Air Greenland suspends ticket sales over COVID outbreak
Air Greenland (GL, Nuuk) has suspended online ticket sales for all flights until January 16 because of a significant reduction in staff due to Covid-related infections or self-isolation, the carrier has said in a statement sent to local media. For the time being, it will operate its fleet of Dash-8 aircraft only half-filled.
Bookings have been removed for the carrier’s domestic flights as well as for trips between the autonomous Danish territory and both Copenhagen Kastrup (from Kangerlussuaq) and Reykjavik Keflavik (from Nuuk), the airline told the Greenlandic newspaper Sermitsiaq on January 6.
The Danish civil aviation authority (Trafikstyrelsen) has given Air Greenland emergency permission to fly its fleet of seven Dash-8 turboprops without cabin crew as long as there are no more than 19 passengers on board each of the 37-seater aircraft. According to the ch-aviation fleets advanced module, the airline currently operates six DHC-8-Q200s and one DHC-8-200, plus a single A330-200, OY-GRN (msn 230), which remains active between Kangerlussuaq and Copenhagen according to Flightradar24 ADS-B data. Air Greenland operates a total of 70 scheduled routes, the ch-aviation capacities module shows, all but two of them domestic.
It will be the pilots’ responsibility to ensure the continuation of safety briefings and other communication with passengers. Passengers who are moved due to the restriction on the number of passengers on board “will automatically be rebooked for the earliest possible alternative departure,” the carrier stressed.
Air Greenland said that Denmark’s permit had been issued in order to secure the territory’s infrastructure. Although online bookings have been suspended, a number of seats have been reserved for travellers with “an urgent need to travel” such as, among other things, critical illness or a death in the immediate family.
Medical transport and search and rescue services are unaffected by the restrictions, as are all helicopter routes and also fixed-wing flights to Qaanaaq, an airport which is a lifeline for northern Greenland and lies close to Thule Air Base, the United States Space Force’s northernmost base.
Due to the growing rate of infections in Greenland and in Denmark, the airline’s customer service manager, Johanne Knudsen, warned in the statement that further “last-minute changes” may have to be made to the schedules in the coming weeks.
Although Covid-19 cases in Greenland, which has a population of 56,500, were close to zero for much of the autumn, new daily cases rose to 497 on January 9 and total cases stood at 2,747 for the two weeks from December 27 to January 9.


**Your assignment:**
In the listing below, find each line holding "HIGH" and copy it.

**Listed entries:**
---------------
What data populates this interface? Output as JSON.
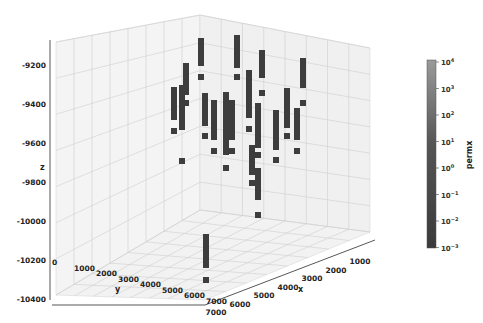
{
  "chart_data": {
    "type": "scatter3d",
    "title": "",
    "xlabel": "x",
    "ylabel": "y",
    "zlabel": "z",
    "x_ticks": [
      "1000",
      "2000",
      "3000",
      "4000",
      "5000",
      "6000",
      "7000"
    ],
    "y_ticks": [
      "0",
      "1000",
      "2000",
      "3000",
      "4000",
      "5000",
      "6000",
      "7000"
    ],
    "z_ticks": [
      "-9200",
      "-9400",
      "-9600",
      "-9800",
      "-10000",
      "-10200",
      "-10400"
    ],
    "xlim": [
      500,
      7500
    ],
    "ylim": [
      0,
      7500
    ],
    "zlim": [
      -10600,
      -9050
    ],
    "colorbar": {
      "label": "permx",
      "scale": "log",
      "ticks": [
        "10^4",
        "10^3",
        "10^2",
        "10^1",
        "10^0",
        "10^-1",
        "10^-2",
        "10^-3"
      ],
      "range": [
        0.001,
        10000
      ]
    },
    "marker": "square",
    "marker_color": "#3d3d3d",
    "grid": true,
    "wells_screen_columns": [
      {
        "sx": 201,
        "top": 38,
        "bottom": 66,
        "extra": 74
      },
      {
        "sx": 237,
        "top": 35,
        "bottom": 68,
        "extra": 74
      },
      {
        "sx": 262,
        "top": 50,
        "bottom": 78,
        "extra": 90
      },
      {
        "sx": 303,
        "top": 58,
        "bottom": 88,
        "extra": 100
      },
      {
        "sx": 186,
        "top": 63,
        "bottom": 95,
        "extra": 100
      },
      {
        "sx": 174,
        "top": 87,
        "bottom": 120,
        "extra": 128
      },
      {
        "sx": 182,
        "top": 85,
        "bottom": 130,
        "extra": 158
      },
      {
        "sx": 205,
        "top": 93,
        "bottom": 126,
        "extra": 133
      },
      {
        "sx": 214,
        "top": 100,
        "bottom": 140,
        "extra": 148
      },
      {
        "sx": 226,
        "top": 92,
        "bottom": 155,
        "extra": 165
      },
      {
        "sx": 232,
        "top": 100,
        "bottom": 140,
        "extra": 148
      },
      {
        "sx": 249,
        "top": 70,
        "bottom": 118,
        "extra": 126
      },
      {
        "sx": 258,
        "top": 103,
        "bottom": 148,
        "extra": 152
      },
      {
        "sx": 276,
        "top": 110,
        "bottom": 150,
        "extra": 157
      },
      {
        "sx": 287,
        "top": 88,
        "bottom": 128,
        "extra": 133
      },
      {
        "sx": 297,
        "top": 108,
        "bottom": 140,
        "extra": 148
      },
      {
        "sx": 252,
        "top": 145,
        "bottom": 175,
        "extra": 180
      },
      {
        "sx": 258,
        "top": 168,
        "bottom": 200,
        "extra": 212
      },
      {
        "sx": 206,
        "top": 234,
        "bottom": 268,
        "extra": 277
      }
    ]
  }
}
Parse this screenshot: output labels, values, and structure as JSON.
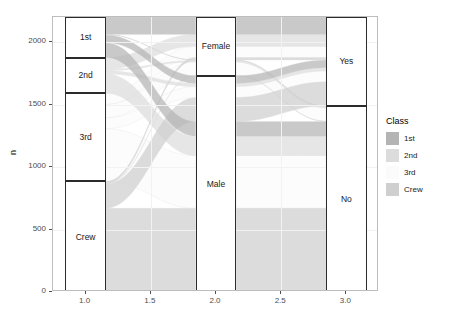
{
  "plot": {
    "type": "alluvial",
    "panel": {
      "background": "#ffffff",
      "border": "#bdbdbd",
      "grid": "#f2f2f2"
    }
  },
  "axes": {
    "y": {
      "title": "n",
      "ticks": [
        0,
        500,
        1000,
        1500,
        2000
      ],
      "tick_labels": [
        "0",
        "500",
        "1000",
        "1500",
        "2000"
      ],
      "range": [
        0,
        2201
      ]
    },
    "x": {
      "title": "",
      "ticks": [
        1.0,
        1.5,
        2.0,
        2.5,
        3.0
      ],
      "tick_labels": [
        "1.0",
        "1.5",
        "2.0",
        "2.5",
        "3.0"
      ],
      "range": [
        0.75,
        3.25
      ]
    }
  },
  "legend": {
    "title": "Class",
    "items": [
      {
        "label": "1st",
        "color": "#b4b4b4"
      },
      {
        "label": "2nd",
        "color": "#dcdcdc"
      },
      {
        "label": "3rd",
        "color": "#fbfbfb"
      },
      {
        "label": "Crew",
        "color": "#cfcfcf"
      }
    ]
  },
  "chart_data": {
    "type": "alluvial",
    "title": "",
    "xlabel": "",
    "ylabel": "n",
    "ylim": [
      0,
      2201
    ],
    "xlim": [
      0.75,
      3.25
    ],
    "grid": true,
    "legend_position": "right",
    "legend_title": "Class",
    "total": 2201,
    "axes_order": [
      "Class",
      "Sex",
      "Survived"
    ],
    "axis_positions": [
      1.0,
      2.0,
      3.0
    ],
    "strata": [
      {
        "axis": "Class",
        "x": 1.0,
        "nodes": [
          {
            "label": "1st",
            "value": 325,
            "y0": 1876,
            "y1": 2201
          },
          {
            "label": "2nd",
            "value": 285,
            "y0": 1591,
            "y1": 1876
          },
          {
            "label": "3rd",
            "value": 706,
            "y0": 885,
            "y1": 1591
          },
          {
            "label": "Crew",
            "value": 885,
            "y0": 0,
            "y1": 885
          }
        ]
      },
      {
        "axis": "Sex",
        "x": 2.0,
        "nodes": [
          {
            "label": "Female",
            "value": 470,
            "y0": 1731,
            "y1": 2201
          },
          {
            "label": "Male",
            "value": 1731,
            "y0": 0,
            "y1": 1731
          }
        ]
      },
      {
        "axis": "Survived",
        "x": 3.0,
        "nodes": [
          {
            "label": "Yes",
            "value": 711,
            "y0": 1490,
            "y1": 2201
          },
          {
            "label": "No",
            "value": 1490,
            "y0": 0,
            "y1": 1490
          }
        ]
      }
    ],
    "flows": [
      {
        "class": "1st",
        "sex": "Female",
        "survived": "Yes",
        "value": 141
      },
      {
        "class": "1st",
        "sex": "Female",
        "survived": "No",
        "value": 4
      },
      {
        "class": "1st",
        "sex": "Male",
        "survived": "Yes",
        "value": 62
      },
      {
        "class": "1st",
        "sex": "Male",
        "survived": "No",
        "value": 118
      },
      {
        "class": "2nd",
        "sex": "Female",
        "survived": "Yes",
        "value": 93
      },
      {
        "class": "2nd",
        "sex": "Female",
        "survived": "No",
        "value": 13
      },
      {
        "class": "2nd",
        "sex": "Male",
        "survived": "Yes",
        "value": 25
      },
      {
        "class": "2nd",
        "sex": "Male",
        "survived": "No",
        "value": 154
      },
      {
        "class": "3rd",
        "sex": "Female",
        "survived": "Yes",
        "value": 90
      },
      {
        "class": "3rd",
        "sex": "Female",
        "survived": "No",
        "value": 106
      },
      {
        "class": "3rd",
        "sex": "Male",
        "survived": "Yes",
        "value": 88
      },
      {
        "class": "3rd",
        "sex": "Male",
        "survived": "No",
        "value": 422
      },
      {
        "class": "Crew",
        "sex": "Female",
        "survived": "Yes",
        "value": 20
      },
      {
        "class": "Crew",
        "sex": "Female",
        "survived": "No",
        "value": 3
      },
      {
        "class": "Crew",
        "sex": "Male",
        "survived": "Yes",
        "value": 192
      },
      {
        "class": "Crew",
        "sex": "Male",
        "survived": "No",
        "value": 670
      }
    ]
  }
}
---------------
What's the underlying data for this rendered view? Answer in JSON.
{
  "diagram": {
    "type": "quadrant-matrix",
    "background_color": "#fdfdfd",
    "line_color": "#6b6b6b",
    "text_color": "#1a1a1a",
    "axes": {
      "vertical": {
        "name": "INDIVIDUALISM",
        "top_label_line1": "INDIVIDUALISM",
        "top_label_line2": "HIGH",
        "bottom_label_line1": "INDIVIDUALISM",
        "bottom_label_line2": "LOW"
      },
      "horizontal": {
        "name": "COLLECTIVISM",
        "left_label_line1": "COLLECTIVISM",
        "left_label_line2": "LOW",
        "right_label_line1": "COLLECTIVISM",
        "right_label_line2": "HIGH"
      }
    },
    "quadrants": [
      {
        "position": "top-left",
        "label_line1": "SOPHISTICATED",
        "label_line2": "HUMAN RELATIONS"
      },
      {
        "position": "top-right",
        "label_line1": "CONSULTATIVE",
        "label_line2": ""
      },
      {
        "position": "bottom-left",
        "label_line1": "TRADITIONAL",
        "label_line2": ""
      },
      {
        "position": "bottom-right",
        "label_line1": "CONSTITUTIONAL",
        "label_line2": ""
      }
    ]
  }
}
---------------
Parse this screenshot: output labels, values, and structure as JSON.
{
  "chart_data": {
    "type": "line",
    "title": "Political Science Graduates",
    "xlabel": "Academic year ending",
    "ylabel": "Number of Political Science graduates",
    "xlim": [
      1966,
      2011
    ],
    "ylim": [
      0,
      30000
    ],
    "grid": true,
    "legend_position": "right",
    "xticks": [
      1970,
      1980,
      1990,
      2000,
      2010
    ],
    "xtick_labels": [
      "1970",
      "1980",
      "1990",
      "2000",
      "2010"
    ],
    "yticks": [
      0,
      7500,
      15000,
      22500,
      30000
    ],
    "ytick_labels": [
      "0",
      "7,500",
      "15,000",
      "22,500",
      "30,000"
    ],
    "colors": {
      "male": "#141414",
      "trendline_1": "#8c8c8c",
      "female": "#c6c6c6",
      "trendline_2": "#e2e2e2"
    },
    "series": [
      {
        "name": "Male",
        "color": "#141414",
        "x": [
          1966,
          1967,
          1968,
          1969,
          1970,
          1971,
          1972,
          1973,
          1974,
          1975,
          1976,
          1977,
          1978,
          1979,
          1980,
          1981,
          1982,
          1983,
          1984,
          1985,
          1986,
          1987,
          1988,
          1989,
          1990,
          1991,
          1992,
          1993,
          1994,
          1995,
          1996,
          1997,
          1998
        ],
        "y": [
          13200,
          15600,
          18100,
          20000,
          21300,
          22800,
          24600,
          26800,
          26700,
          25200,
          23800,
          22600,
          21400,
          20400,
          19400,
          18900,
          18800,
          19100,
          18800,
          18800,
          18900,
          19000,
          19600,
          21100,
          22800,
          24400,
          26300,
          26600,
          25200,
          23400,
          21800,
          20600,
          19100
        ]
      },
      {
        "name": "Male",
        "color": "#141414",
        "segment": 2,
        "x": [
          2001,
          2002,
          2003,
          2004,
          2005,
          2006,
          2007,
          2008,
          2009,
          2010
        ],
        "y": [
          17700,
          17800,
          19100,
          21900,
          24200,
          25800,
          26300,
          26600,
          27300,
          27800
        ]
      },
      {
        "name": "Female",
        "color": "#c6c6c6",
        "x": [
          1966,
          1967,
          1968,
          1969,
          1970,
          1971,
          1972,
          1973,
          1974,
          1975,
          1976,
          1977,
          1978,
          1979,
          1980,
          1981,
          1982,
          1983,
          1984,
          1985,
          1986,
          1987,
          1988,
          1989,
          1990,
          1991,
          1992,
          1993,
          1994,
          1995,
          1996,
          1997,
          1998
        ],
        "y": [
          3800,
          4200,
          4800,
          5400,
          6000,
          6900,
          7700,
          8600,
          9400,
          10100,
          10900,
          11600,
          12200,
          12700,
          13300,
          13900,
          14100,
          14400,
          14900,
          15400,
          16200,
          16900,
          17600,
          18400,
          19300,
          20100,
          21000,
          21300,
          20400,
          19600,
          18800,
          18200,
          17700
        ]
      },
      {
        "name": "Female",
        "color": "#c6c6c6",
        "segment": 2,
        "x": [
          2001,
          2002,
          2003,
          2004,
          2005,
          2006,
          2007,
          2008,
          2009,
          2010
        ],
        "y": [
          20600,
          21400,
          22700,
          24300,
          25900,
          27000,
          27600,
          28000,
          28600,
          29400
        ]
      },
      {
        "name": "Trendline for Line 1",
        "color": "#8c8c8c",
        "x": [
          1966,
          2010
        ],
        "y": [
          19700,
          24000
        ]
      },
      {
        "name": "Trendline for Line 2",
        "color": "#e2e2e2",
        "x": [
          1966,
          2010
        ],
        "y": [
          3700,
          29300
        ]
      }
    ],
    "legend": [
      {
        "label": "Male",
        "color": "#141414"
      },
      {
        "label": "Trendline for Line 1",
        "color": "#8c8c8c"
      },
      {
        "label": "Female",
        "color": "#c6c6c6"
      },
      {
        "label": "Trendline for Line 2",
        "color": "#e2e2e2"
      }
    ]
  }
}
---------------
**Reply to the exercise:**
        "top_label_line2": "HIGH",
        "right_label_line2": "HIGH"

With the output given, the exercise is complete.